Question is so is this consider patient abandonment and how could this possibly affect me while trying to obtain my nursing license.

I'm sorry this is so long I wanted to get you guys as much detail to provide a full picture.

Specializes in Psych, Corrections, Med-Surg, Ambulatory.
For goodness sakes you need to cut her a break. We get it, its tough being a nurse and she has a long road ahead of her, but you can give her advice without the snarkiness. I bet if this was happening to you you would be furious as well.

I didn't detect any snarkiness. The post was blunt and to the point. Of course anyone would be furious. No one is arguing that OP shouldn't be angry and frustrated about her work conditions. The point is that as an RN it stands to get much worse. First of all, as an RN, it WILL be patient abandonment to walk off or take a smoke break. Even if you report off, your coworkers and supervisors will really hate you for doing this.

The biggest part of being a nurse is that it isn't about you any more. You will not be allowed to let your emotions guide your behaviour. You are expected to roll with crap and keep your head down and just make sure your patients are cared for. You learn to address unacceptable working conditions in other ways than to melt down while you're providing patient care. It shows very poor self control when you tell the charge nurse that you can't continue because you might snap and be charged with patient abuse.
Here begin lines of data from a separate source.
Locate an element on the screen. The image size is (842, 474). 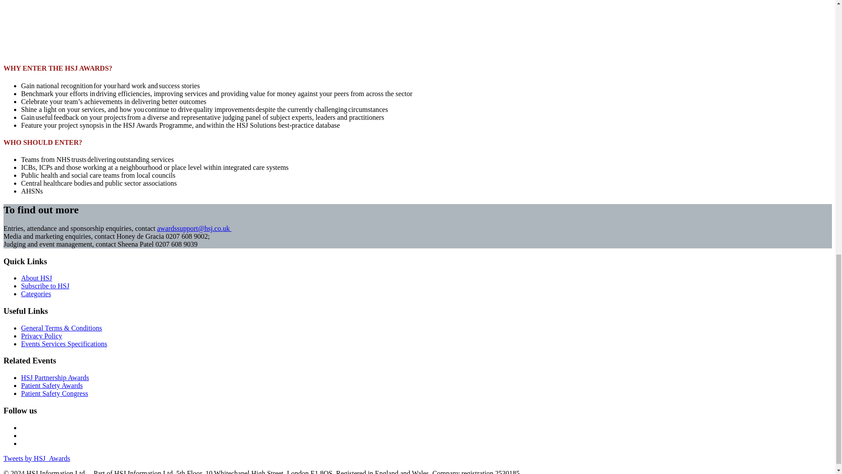
Patient Safety Congress is located at coordinates (54, 393).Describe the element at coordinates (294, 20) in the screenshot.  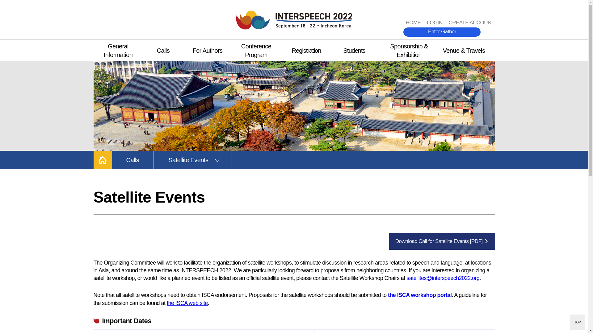
I see `INTERSPEECH 2022` at that location.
None of this makes you a bad person, OP. It just shows that you will need more emotional maturity to function as a nurse, be an asset to your employers and not be in constant hot water. Meanwhile, I hope they finally fire the jerk who thinks he can just show up when he feels like it.

Specializes in Critical Care; Cardiac; Professional Development.
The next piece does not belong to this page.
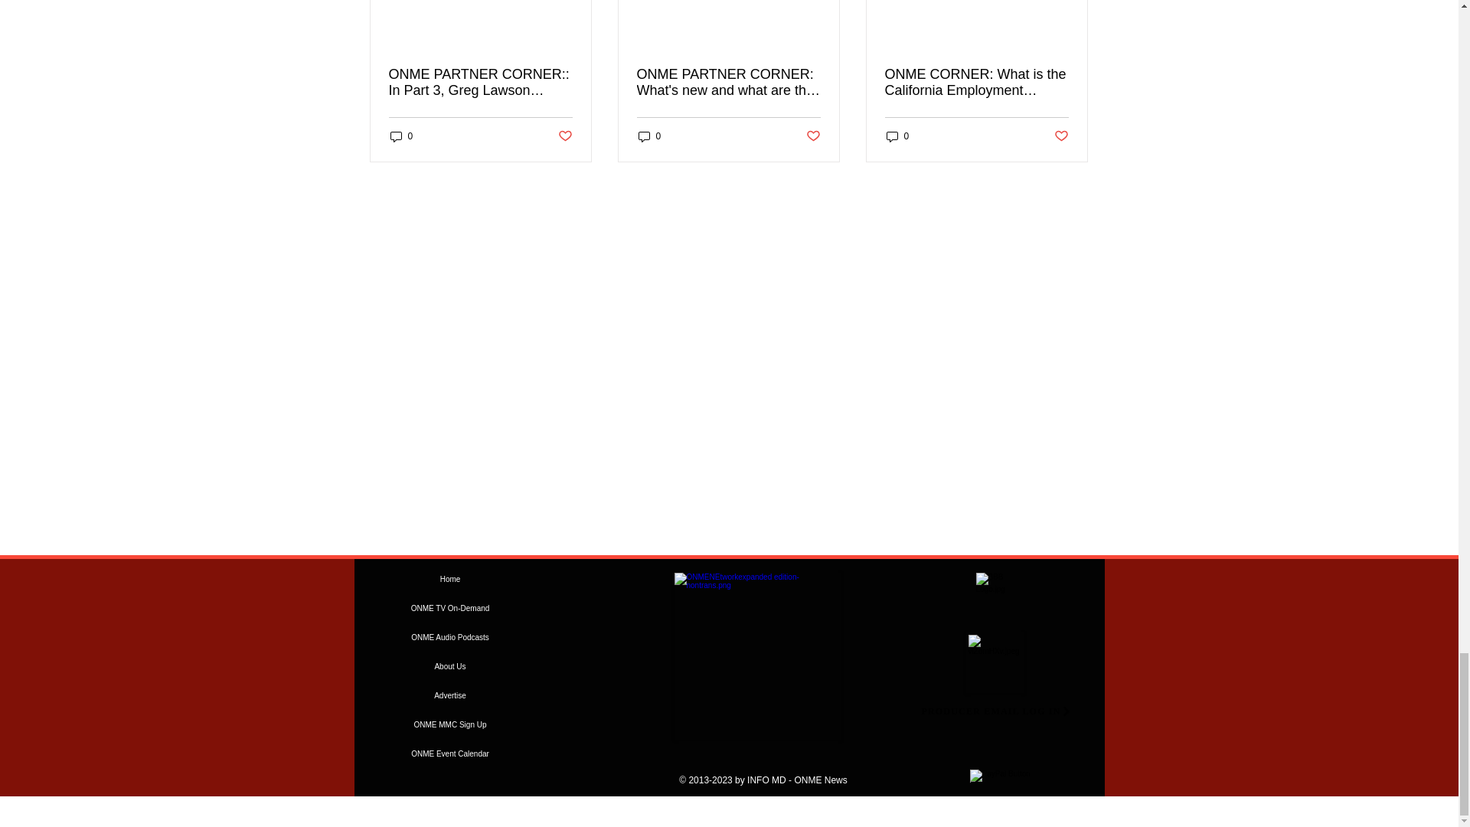 The width and height of the screenshot is (1470, 827). What do you see at coordinates (756, 655) in the screenshot?
I see `ONMElogoNew1-nontrans.png` at bounding box center [756, 655].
The only thing in this life, whether a nurse or not, that you ultimately have control over is yourself. Control what you can - and in these cases, that means your attitude, your reactions and your emotions. You 100% do have the capability of doing that. You aren't going to have a good career trajectory if this is your way of coping when things aren't the way you wish they would be.

You can't control whether or not someone fails to show up for their shift.
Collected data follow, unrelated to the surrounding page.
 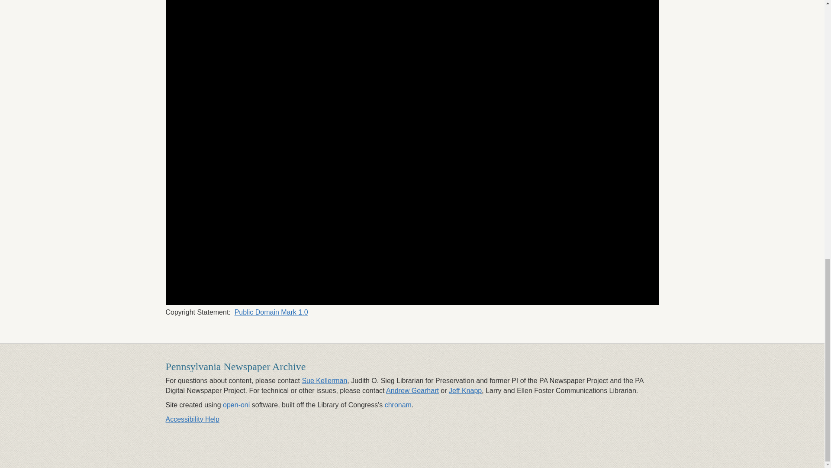 What do you see at coordinates (236, 404) in the screenshot?
I see `open-oni` at bounding box center [236, 404].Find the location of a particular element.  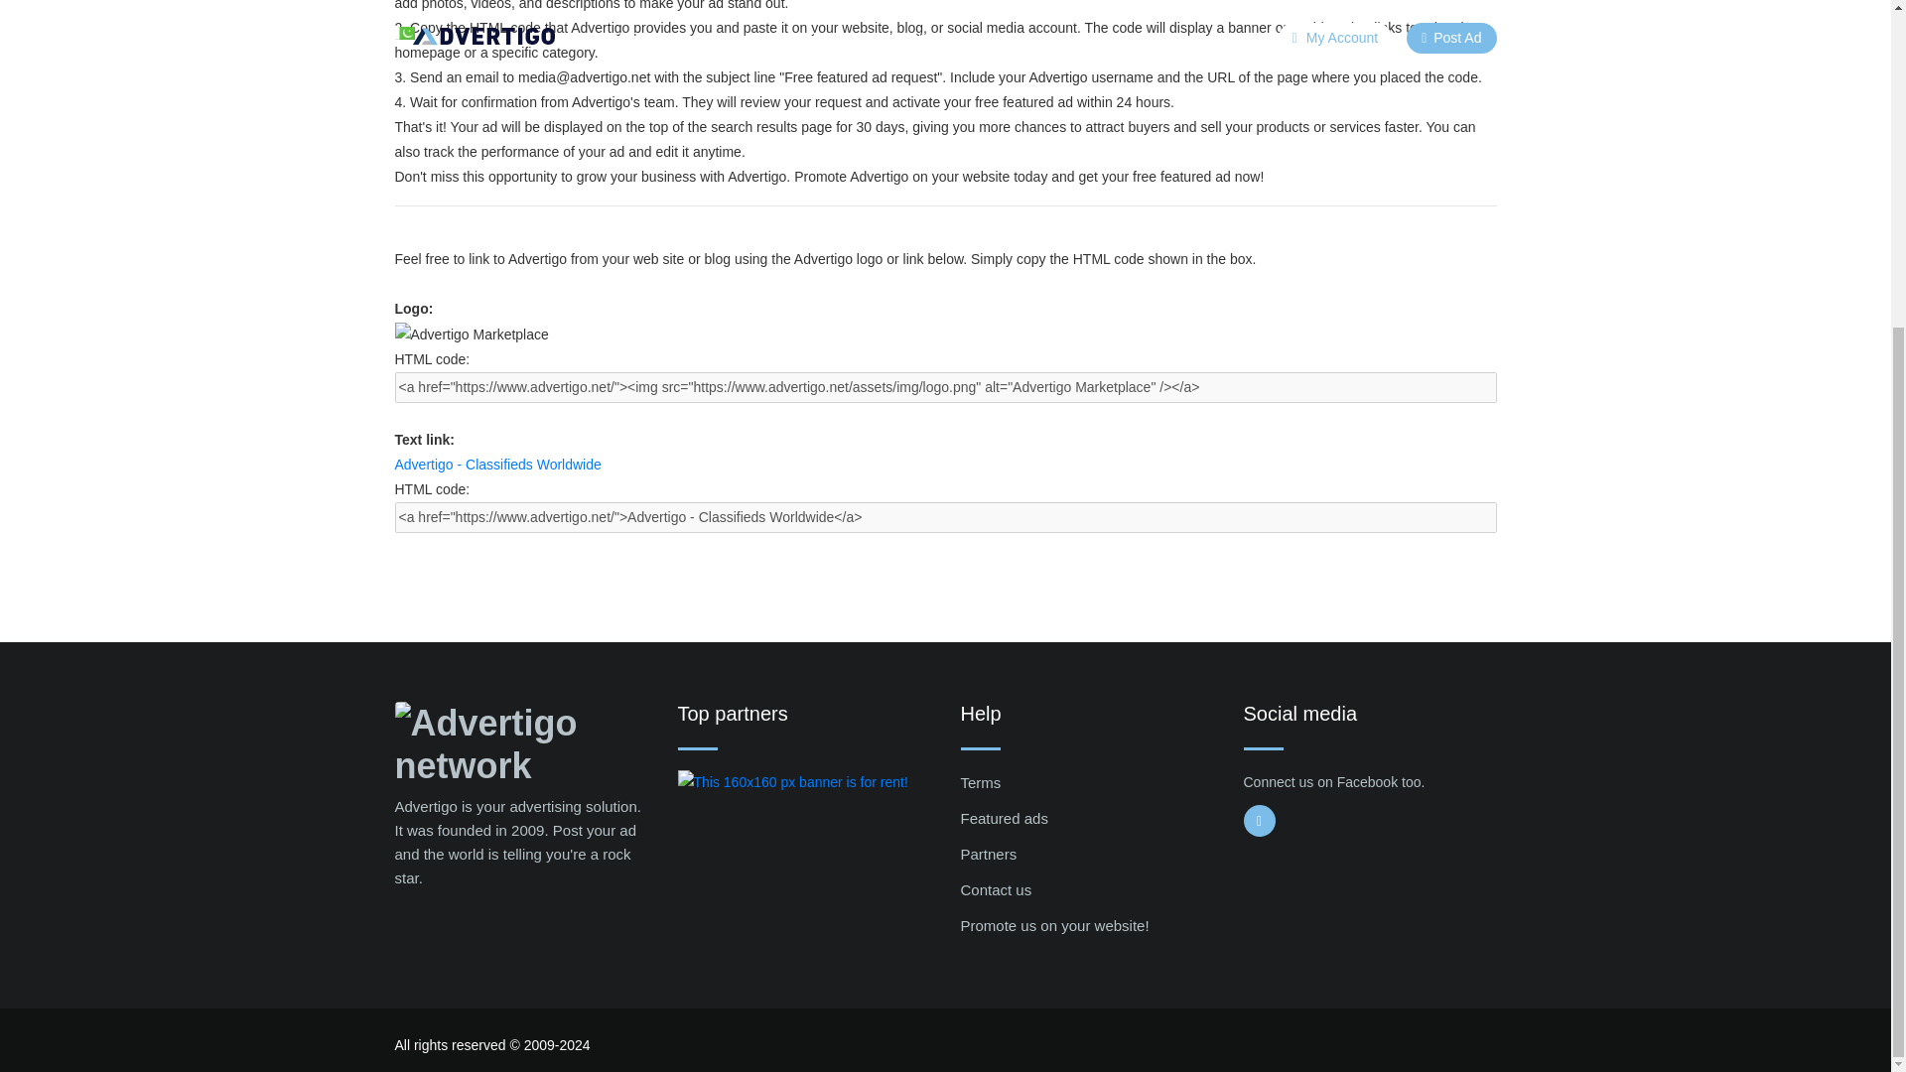

Terms is located at coordinates (981, 782).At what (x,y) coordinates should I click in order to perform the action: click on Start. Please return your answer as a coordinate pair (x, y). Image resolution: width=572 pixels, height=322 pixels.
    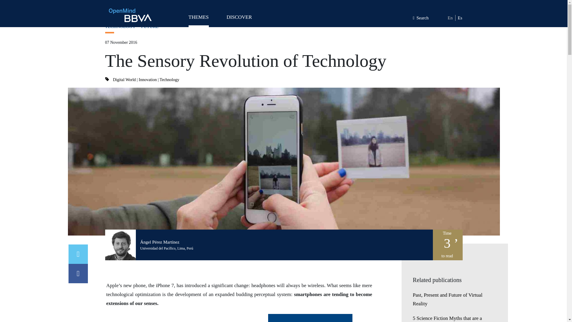
    Looking at the image, I should click on (109, 10).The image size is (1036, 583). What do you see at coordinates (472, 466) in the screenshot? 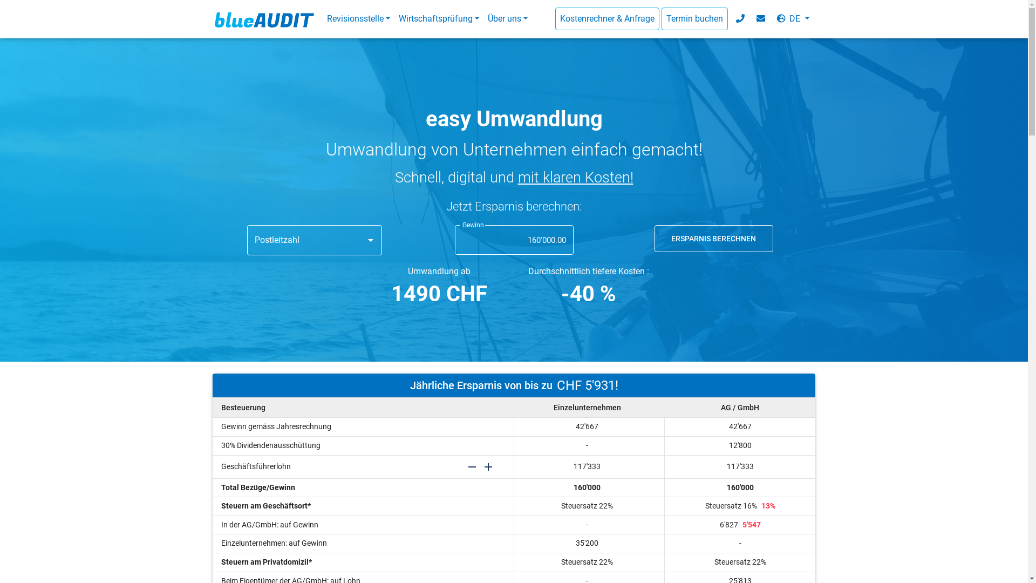
I see `Weniger` at bounding box center [472, 466].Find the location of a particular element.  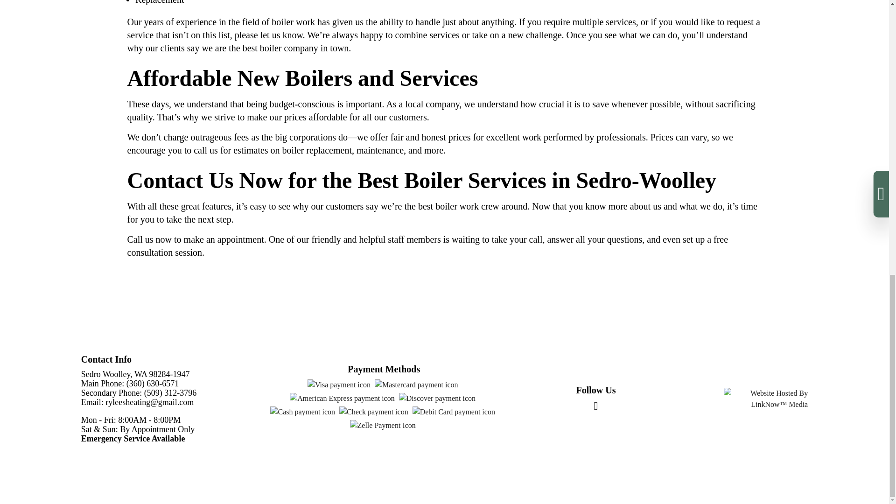

Mastercard is located at coordinates (416, 385).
You can't control how your employer deals with that.

You can't control which floor you get assigned to.

You can't control what kind of help your patients need.

You CAN control how you treat other people.

You CAN control how stressed out something like this makes you.

You CAN control the way you react when you are stressed.

Controlling these things doesn't mean that the universe somehow "won" or got one over on you. It means you are refusing to let outside influences make you their b**ch.

The difference between happiness and unhappiness is often the image in our mind of how we think things ought to be versus how they really are. The realities of today's medical environment is that we work short. It is the norm, not the exception. As CNAs. As nurses. As managers. As an educator. We work short handed and we make do. Part of how we make do comes from forging good relationships with our coworkers and working together to get things done for the sake of the patients. If you are this reactive, you aren't going to forge those relationships and you are going to be more stressed, more short-handed, disliked and generally hung out to dry. This becomes its own vicious cycle.

Seek help in learning to control your emotions. The patients, your coworkers and you yourself deserve better than this.

I think it stinks that a particular aide doesn't reap the punishment for being a total jerk. I think it stinks that the bosses don't get rid of him or, at least, make him toe the mark that you and other aides have to toe. Who is he sleeping with? Who is he related to? What do patients say about him, if you happen to know? if I were the boss, he'd be terminated. Now don't start gossiping or trying to find the answers to these questions. I'm just thinking out loud about why he is given so much slack and encouraged to be a terrible worker.

I don't think you abandoned your post. I understand why you were frustrated. He simply should have to take whatever post is left over, if and when he decides to show up. you should not have been jerked around.

That said, I guess you'd better seek life elsewhere or get used to this. Sorry you have to deal with this, but there are jerks in every job, terrible bosses all over the world.

And believe me, it is just as hard for a nurse to be overloaded as for an aide. i hope you never have to find out. What a miserable profession we have become.